One winter day, Reiko asks her friend Rika to pick up some butter on her way over for dinner. But due to a product shortage, this simple favor turns into a trip to several grocery stores and results only in the purchase of a tub of margarine, setting the stage for a story where just one ingredient can change everything.
Japanese
Ludwig II was born in 1845. He became King of Bavaria in 1864, when he was only 18 years old. Within Bavaria, he is sometimes called the Swan King or even the Fairy Tale King. Outside of Germany, he is sometimes called Mad King Ludwig.
Seicho Matsumoto was one of Japan’s most celebrated mystery writers —with two dozen novels to his name from the late 1950s, at a time when Japan was rebuilding after the war until just before his death in 1992—but only in recent years his work has been translated into English. Point Zero, translated by Louise Heal Kawai, is one of his early novels. The story, set in 1958 and the first part of 1959, takes place mainly in Tokyo and the western port city of Kanazawa and is defined by both the hope of the new era and the agonies of war.
In his Akutagawa Prize-winning Cannibals, Shinya Tanaka doesn’t shy away from dark topics, dealing with crippling poverty, violence and sexual abuse in an often matter-of-fact way. Perhaps the author’s candor is part of the reason that Cannibals (a literal translation of the original Tomogui, though the original has a secondary meaning of ‘mutual destruction’) received Japan’s most prestigious literary prize, although it often walks such a fine line between the frank and the gratuitous that readers themselves may settle on either side in their own assessment.
Nō drama, which integrates speech, song, dance, music, mask, and costume into a distinctive art form, is among Japan’s most revered cultural traditions. It gained popularity in the fourteenth century, when the actor and playwright Zeami (1363–1443) drew the favor of the shogun with his theatrical innovations. Nō’s intricacies and highly stylized conventions continue to attract Japanese and Western appreciation, and a repertoire of some 250 plays is performed today.
Glynne Walley, translator of classic Japanese novel Hakkenden, joins us on the podcast again to talk about his second translated volume: Hakkenden, Part 2: His Master’s Blade. Unlike Part 1—which is all preamble!—in Part 2 we meet some of the fabled eight dog warriors and the Confucian virtues they represent: Shino, for filial piety; Gakuzo, for duty; Dosetsu, for loyalty. There’s betrayal, drama… and a lot of secret, intertwined family relationships.
The war between the Heike and Genji clans in the 13th and 13th centuries is among the most compelling and significant moments in Japan’s history, immortalized in The Tale of the Heike. Beyond the events recorded in this canonical text, the conflicts of the surrounding years are crucial to medieval Japanese culture and history. In 1156, power began to slip away from the court nobility in Kyoto. A shogunate was later founded in Kamakura, and in 1221, it won a decisive victory over the court.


> [Work task]
Where a record contains a picture, omit the picture and repeat the rest exactly.

> [Data in this exercise]
= Beginning of Section =
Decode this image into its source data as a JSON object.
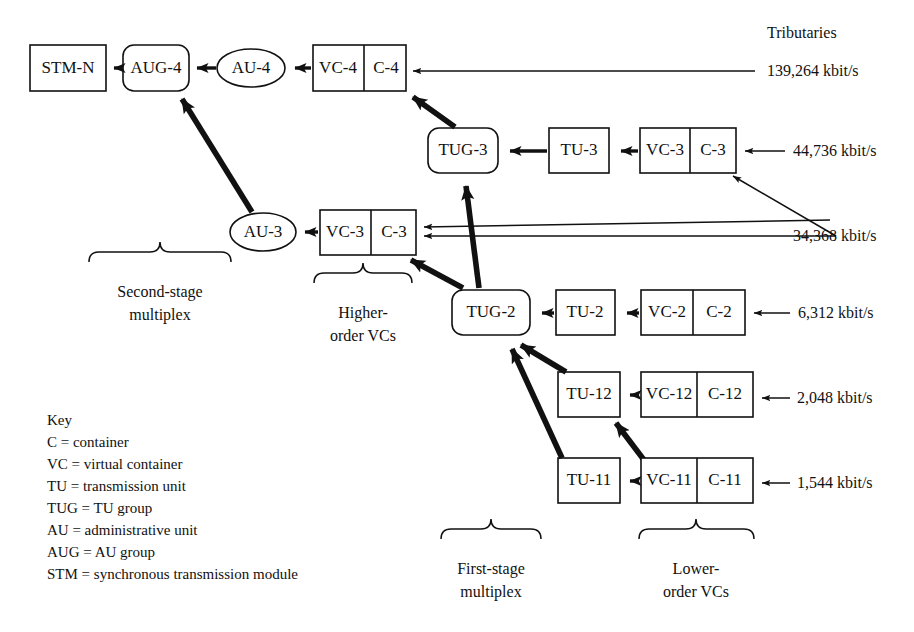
{
  "figure": {
    "header_right": "Tributaries",
    "stroke_color": "#111111",
    "background": "#ffffff"
  },
  "nodes": {
    "stm_n": "STM-N",
    "aug_4": "AUG-4",
    "au_4": "AU-4",
    "vc_4": "VC-4",
    "c_4": "C-4",
    "tug_3": "TUG-3",
    "tu_3": "TU-3",
    "vc_3_high": "VC-3",
    "c_3_high": "C-3",
    "au_3": "AU-3",
    "vc_3_low": "VC-3",
    "c_3_low": "C-3",
    "tug_2": "TUG-2",
    "tu_2": "TU-2",
    "vc_2": "VC-2",
    "c_2": "C-2",
    "tu_12": "TU-12",
    "vc_12": "VC-12",
    "c_12": "C-12",
    "tu_11": "TU-11",
    "vc_11": "VC-11",
    "c_11": "C-11"
  },
  "tributaries": [
    {
      "name": "rate-139264",
      "label": "139,264 kbit/s",
      "feeds": "C-4"
    },
    {
      "name": "rate-44736",
      "label": "44,736 kbit/s",
      "feeds": "C-3 (higher)"
    },
    {
      "name": "rate-34368",
      "label": "34,368 kbit/s",
      "feeds": "C-3 (both)"
    },
    {
      "name": "rate-6312",
      "label": "6,312 kbit/s",
      "feeds": "C-2"
    },
    {
      "name": "rate-2048",
      "label": "2,048 kbit/s",
      "feeds": "C-12"
    },
    {
      "name": "rate-1544",
      "label": "1,544 kbit/s",
      "feeds": "C-11"
    }
  ],
  "braces": [
    {
      "name": "second-stage-multiplex",
      "line1": "Second-stage",
      "line2": "multiplex"
    },
    {
      "name": "higher-order-vcs",
      "line1": "Higher-",
      "line2": "order VCs"
    },
    {
      "name": "first-stage-multiplex",
      "line1": "First-stage",
      "line2": "multiplex"
    },
    {
      "name": "lower-order-vcs",
      "line1": "Lower-",
      "line2": "order VCs"
    }
  ],
  "key": {
    "title": "Key",
    "entries": [
      "C = container",
      "VC = virtual container",
      "TU = transmission unit",
      "TUG = TU group",
      "AU = administrative unit",
      "AUG = AU group",
      "STM = synchronous transmission module"
    ]
  }
}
= End of Section =
> [Output for this task]
Decode this image into its source data as a JSON object.
{
  "figure": {
    "header_right": "Tributaries",
    "stroke_color": "#111111",
    "background": "#ffffff"
  },
  "nodes": {
    "stm_n": "STM-N",
    "aug_4": "AUG-4",
    "au_4": "AU-4",
    "vc_4": "VC-4",
    "c_4": "C-4",
    "tug_3": "TUG-3",
    "tu_3": "TU-3",
    "vc_3_high": "VC-3",
    "c_3_high": "C-3",
    "au_3": "AU-3",
    "vc_3_low": "VC-3",
    "c_3_low": "C-3",
    "tug_2": "TUG-2",
    "tu_2": "TU-2",
    "vc_2": "VC-2",
    "c_2": "C-2",
    "tu_12": "TU-12",
    "vc_12": "VC-12",
    "c_12": "C-12",
    "tu_11": "TU-11",
    "vc_11": "VC-11",
    "c_11": "C-11"
  },
  "tributaries": [
    {
      "name": "rate-139264",
      "label": "139,264 kbit/s",
      "feeds": "C-4"
    },
    {
      "name": "rate-44736",
      "label": "44,736 kbit/s",
      "feeds": "C-3 (higher)"
    },
    {
      "name": "rate-34368",
      "label": "34,368 kbit/s",
      "feeds": "C-3 (both)"
    },
    {
      "name": "rate-6312",
      "label": "6,312 kbit/s",
      "feeds": "C-2"
    },
    {
      "name": "rate-2048",
      "label": "2,048 kbit/s",
      "feeds": "C-12"
    },
    {
      "name": "rate-1544",
      "label": "1,544 kbit/s",
      "feeds": "C-11"
    }
  ],
  "braces": [
    {
      "name": "second-stage-multiplex",
      "line1": "Second-stage",
      "line2": "multiplex"
    },
    {
      "name": "higher-order-vcs",
      "line1": "Higher-",
      "line2": "order VCs"
    },
    {
      "name": "first-stage-multiplex",
      "line1": "First-stage",
      "line2": "multiplex"
    },
    {
      "name": "lower-order-vcs",
      "line1": "Lower-",
      "line2": "order VCs"
    }
  ],
  "key": {
    "title": "Key",
    "entries": [
      "C = container",
      "VC = virtual container",
      "TU = transmission unit",
      "TUG = TU group",
      "AU = administrative unit",
      "AUG = AU group",
      "STM = synchronous transmission module"
    ]
  }
}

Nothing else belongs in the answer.